4. Dipped head and hair curtain
Mairead’s desire to blend into the background is further demonstrated by her bowed head and loose hair, falling over her face.
Judi says: “She keeps her mouth open slackly and her eyes closed and she dips her head so that her hair covers much of her face.
“At one point she even covers her face with her hand. There is a time when Mick does a small hand-over, hiding his own face with a hankie and asking for ‘a moment’ as he stops talking and Mairead seems to be aware it is her turn to take over.
“She lifts her head for the first time but, again, with no apparent sign of tears showing she still keeps her eyes tightly narrowed here.”
Mistakes that caught the killers
The press conference was not the only thing that came to light once the police started digging into the Philpotts’ behaviour.
As their eldest son, Duwayne, lay dying, Mick had to be persuaded by a liaison officer to go the hospital to see him and once there, he chatted up the nurses.

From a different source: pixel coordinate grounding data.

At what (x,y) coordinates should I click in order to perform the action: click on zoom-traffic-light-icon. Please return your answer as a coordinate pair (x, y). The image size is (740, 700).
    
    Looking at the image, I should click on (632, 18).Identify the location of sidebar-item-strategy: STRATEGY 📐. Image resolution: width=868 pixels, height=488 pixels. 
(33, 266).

Shockingly, he even made sexual advances to the mortuary technicians as his five youngest lay in the morgue.
Detective Superintendent Paul Callum, who helped lead the investigation, told a Channel 5 documentary: “He chatted up the mortuary technicians.
“He made inappropriate comments about their breasts, about things he wanted to do with them sexually.

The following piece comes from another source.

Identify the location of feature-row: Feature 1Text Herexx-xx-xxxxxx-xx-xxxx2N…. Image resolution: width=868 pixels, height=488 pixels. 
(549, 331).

“He would then collapse into a pile and pretend he was upset. Then he’d sit up and say something inappropriate. He was a very strange character."
The couple were also put in a hotel, unaware that police had secretly bugged their room and a police van used to transport them.
In the disturbing recordings, Mick is heard asking his wife what she told the police and adding: “Did you stick to the story?”
Shortly after the tragedy, the pair were seen drinking Jack Daniels in their local The Navigation Inn, flirting and touching each other.
Locals reported they were “tipsy” and singing Elvis songs, including Suspicious Minds.
“You’d think they were celebrities,” said landlady Jeaane Doherty. “I would say they were enjoying the attention.”
Shockingly, Mick even attempted to cash in on the teddy bears left by well-wishers in front of the house by selling them on.
Perhaps the most crucial lead, however, was the traces of petrol found on their clothes by forensic experts which matched the type used to start the fire.
Despite being convicted of manslaughter, Mairead has served just hald her sentence and will be given a new identity now that she has been released.
Her husband is serving life with a minimum of 15 years.